I never understood then why I started to attract the adjectives ‘awkward’, ‘difficult’, ‘argumentative’, ‘bloody-minded’, although I do now.

Your nature isn’t something you just wake up one morning and decide to put on like my cool pair of dungarees, changing it for something more refined later on in life.

It’s how you are and how you behave because of who you are. And if that nature is to question, to challenge and to be independent, then it appears that for many of us that it has meant a lifetime of apologising.

Like any ‘superpower’, we have to be taught how to use it and when to use it. This is a tough journey, but it is especially tough for that ‘one’ daughter brought up in an inherently misogynistic culture.

There are qualities that are valued as attributes in men but not in women. These same qualities are not only considered undesirable in women; they aren’t tolerated and when exhibited they are dismissed.

How many times have you heard or used the expressions “she’s just being difficult”, “she’s being awkward”, “she needs handling”?

As a woman, you hear these phrases all the time being said by men who should know better but who have never taken the time to actually consider why and what they are saying. This is cultural misogyny.

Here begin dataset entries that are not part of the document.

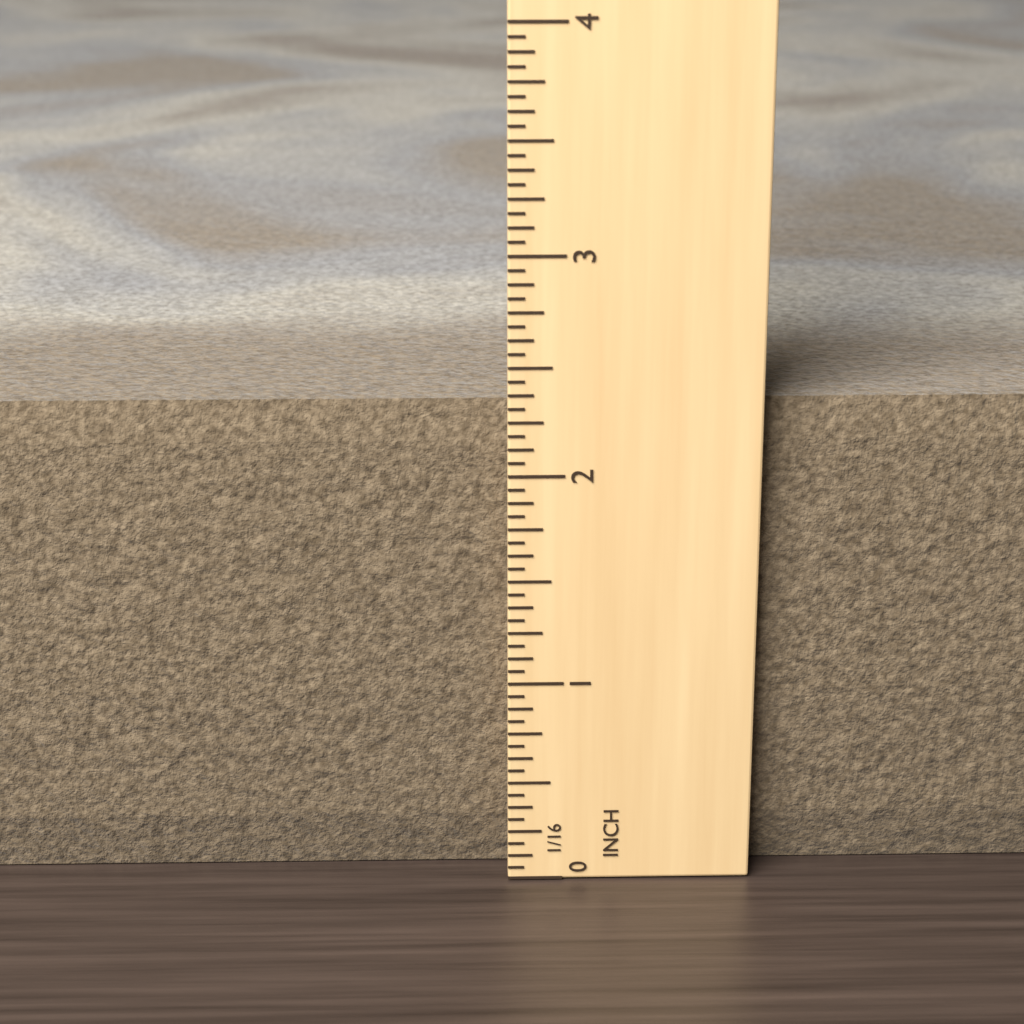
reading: 2.3125 in
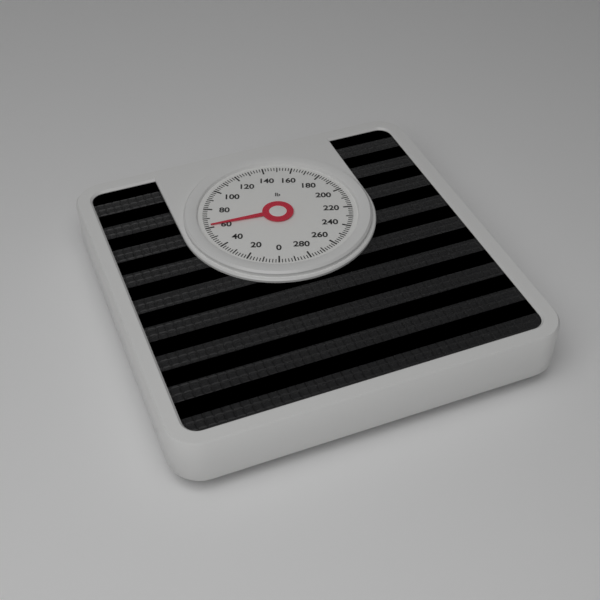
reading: 62 lb
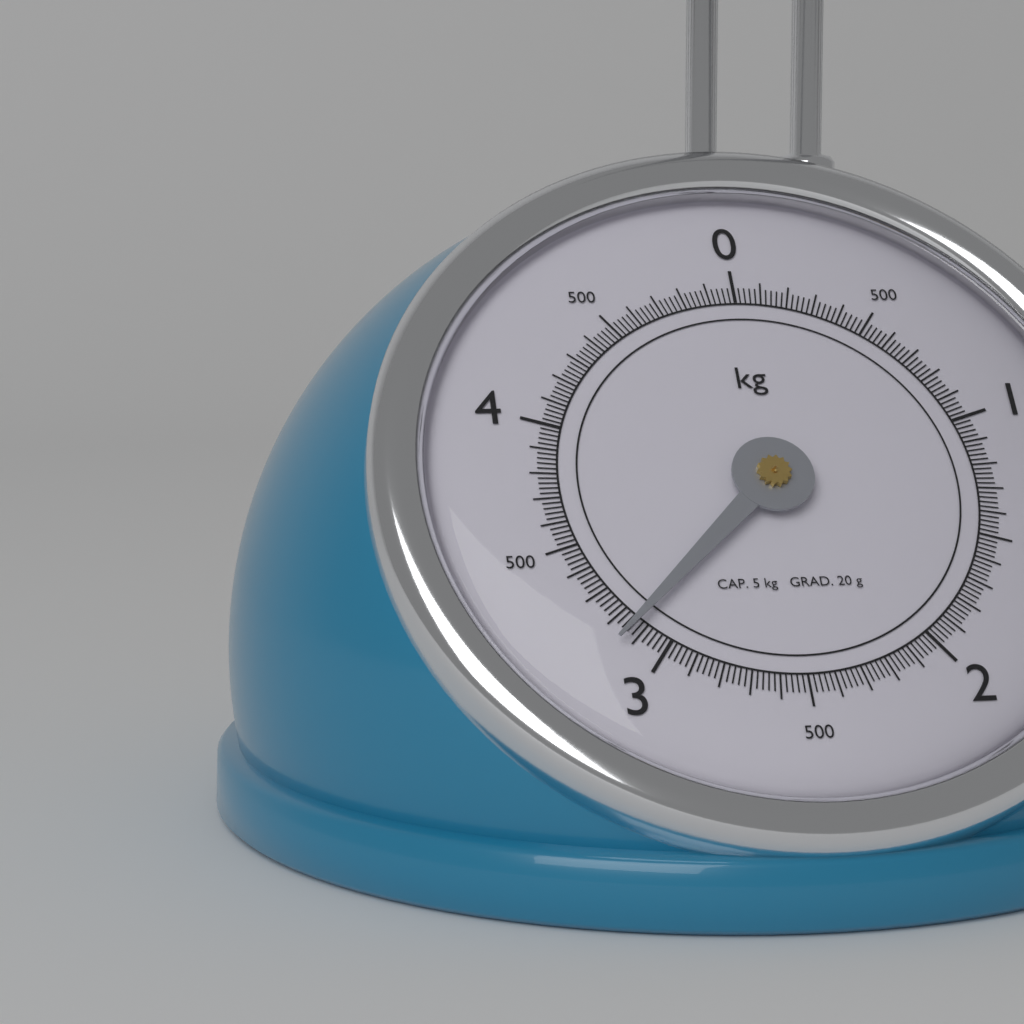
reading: 3.14 kg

I don’t have a problem with people disagreeing with what I have to say. I don’t have an issue with people holding different opinions to mine. I don’t expect everyone to like me. But I do have a problem with not being afforded the same level of respect as my male counterparts.

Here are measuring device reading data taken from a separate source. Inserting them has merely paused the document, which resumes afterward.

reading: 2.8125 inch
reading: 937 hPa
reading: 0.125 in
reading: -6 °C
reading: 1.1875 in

When that respect is not forthcoming because of an outdated cultural bad habit that has never been challenged, the result is frustration and the natural tendency is then to be even more assertive in order to make yourself heard.

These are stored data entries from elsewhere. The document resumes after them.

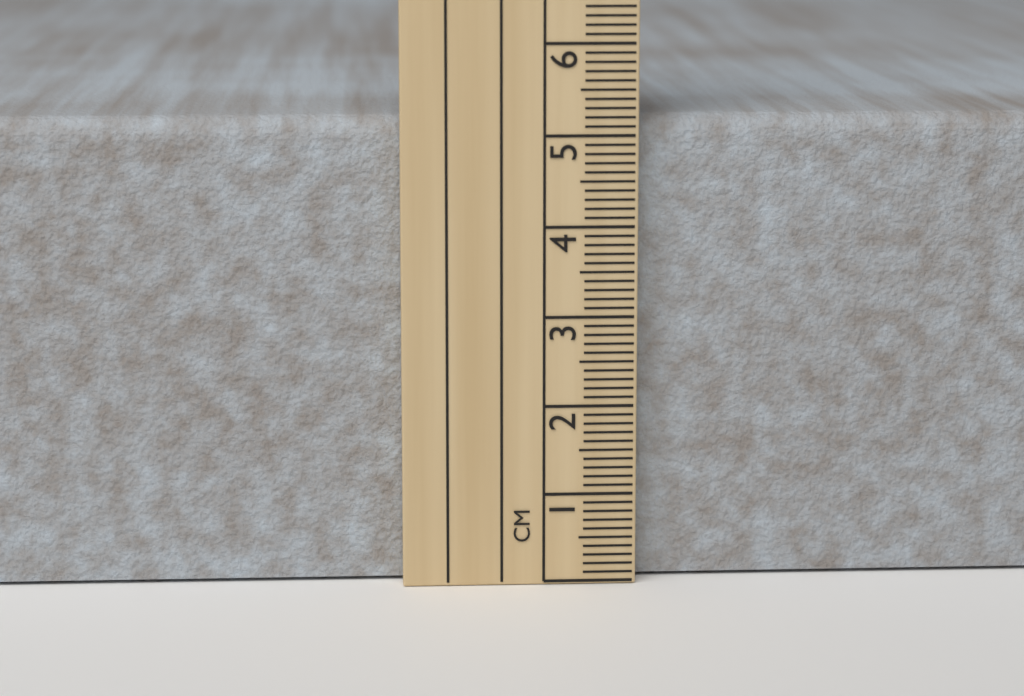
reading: 5.2 cm
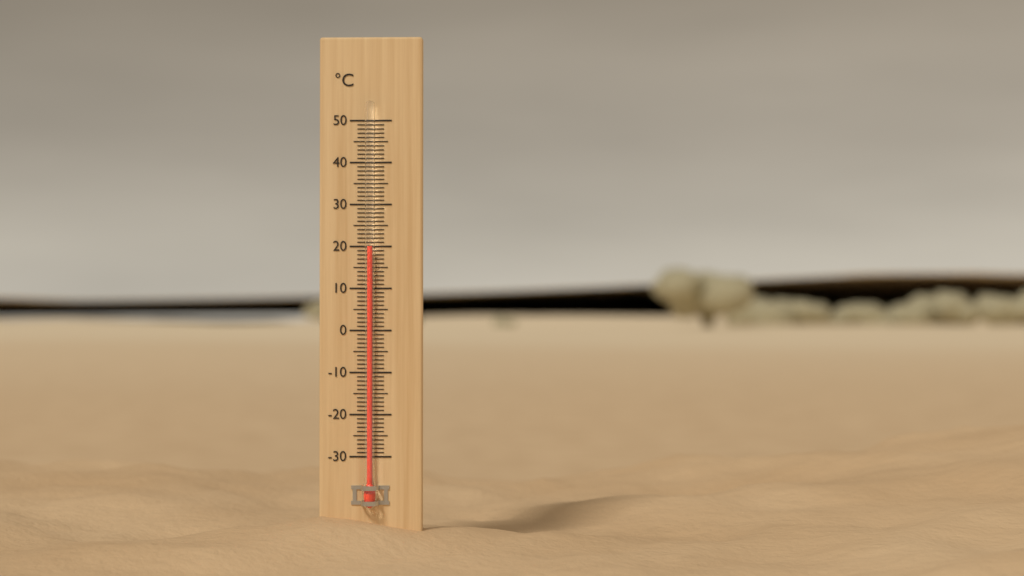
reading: 20 °C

Yet this doesn’t work and is a total ‘own goal’ because when a woman is assertive she must be, by the very nature of the action, a “difficult” woman and that assumption allows her to be dismissed and discredited.

And so the game begins and some of the girls play the game finding ways of working around this cultural misogyny and manipulating the situation to achieve what they want in a modern form of evolution. Best of luck to them. Others accept the rules and resignedly plod on, oblivious.

But the gameplay and plodding on aren’t in my skillset. That means you have to accept behaviour that is inherently wrong, and that certainly isn’t in the set, so I challenge and have now added ‘militant’ and ‘crusading’ to my defining list of adjectives.

I was recently at a meeting having a rather lively conversation. There were five of us sitting in armchairs around a low table safely ducking each other’s gesticulating arms. A male acquaintance known to us all entered the room and came across to our table.

He stopped in front of me and scowled. He then, in a marginally aggressive tone, said to me, “why are you causing such a problem?” as he looked towards the remaining male guests. “This one always causes trouble,” he added.

This remark wasn’t directed to any of the men sitting at the table who were all equal participants in the conversation. It was directed at me and it singled me out. Why? If the participants had all been men, would that comment have been made?

It seems somewhat bizarre that in an age where everyone is rushing around trying to desperately acquire the latest device or branded ‘must have’ to prop up their faux social status, that no one bothers to update their outdated attitudes and values, which are the true reflection of status.

This inaction has enabled cultural misogyny to become an accepted part of our ‘normal’ to such an extent that most don’t realise they are doing it or being subjected to it… but now you know, so please stop.

And remember that it was one of these ‘difficult’ women who first called out the corruption in Malta and it is ‘difficult’ women who are now spearheading the fight against that same corruption.